Letby was face of hospital campaign, inquiry told
Lucy Letby was the âfaceâ of a fundraising appeal to replace the hospital neonatal unit where she murdered seven babies, the public inquiry into her crimes has heard.
The nurse featured prominently on leaflets and posters for the Countess of Chester Hospitalâs multimillion-pound Babygrow Appeal, which was launched in 2013.
Giving evidence earlier at the Thirlwall Inquiry, the hospitalâs former chief financial officer Simon Holden said: âThere was various promotional material and leaflets and posters, and Lucy Letby appeared on quite a few of those.
âNurse Letby was the face of that appeal in effect.â
Letby also provided a staff profile printed in the Chester Standard newspaper in the early weeks of the campaign, and two years later was pictured in the same newspaper with colleagues in August 2015 as they celebrated reaching the halfway target mark for the new, larger unit.
She was moved from the unit in July 2016 to an administrative role at the hospital after consultant paediatricians voiced fears she may have deliberately harmed babies in the wake of the deaths of two triplet boys.
Mr Holden recalled that conversations about the charity appeal followed in meetings with hospital executives but he said Letbyâs name did not come up.
He said: âTo be quite honest I didnât know who Lucy Letby was so I wouldnât put the face with the name at the time.â
He said it later became apparent that all the promotional documentation âhad Lucy Letbyâs picture on itâ.
In her staff profile, Letby, who started work full time at the neonatal unit from January 2012, told the Chester Standard: âMy role involves caring for a wide range of babies requiring various levels of support.
âSome are here for a few days, others for many months and I enjoy seeing them progress and supporting their families.
âI hope the new unit will provide a greater degree of privacy and space for parents and siblings.â
The replacement unit opened in 2021, although it will be relocated to a new women and childrenâs building due to open next summer.
Cheshire Police were not called in by the hospital until May 2017 to investigate the increased number of deaths on the unit after the hospital opted instead to commission a series of reviews.
Former hospital board member Andrew Higgins told the inquiry that police should have been involved earlier.
The non-executive director said: âFor too long, the trust treated investigations into the increase in deaths too much like those in other mortality or serious incident reviews.
He said the âbasic mistakeâ was that each group tried to come up with definitive answers before escalating further up the line â starting with the internal reviews conducted by clinicians in late 2015 and early 2016, which he said also proved âinconclusiveâ.
Letby, 34, from Hereford, is serving 15 whole-life orders after she was convicted at Manchester Crown Court of murdering seven infants and attempting to murder seven others, with two attempts on one of her victims, between June 2015 and June 2016.
The inquiry, sitting at Liverpool Town Hall, is expected to sit until early 2025, with findings published by late autumn of that year.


• **WORK REQUIRED**
Scan the following material for the string "What" and copy each line in which it appears.

• **EXERCISE INPUTS**

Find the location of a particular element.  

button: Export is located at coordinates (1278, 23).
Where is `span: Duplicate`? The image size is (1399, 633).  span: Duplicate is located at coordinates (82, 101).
==
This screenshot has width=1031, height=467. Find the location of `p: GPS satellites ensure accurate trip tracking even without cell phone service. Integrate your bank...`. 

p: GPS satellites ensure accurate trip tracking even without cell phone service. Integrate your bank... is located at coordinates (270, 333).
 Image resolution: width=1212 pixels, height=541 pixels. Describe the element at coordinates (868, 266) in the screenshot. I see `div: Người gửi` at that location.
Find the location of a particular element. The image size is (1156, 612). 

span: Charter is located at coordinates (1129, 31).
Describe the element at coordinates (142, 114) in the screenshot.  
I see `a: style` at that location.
--
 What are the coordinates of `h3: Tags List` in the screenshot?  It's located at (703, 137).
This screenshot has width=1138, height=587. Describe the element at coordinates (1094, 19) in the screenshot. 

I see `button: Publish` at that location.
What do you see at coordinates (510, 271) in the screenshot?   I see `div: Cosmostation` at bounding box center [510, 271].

• **OUTPUT BELOW**
 What are the coordinates of `h3: Tags List` in the screenshot?  It's located at (703, 137).
What do you see at coordinates (510, 271) in the screenshot?   I see `div: Cosmostation` at bounding box center [510, 271].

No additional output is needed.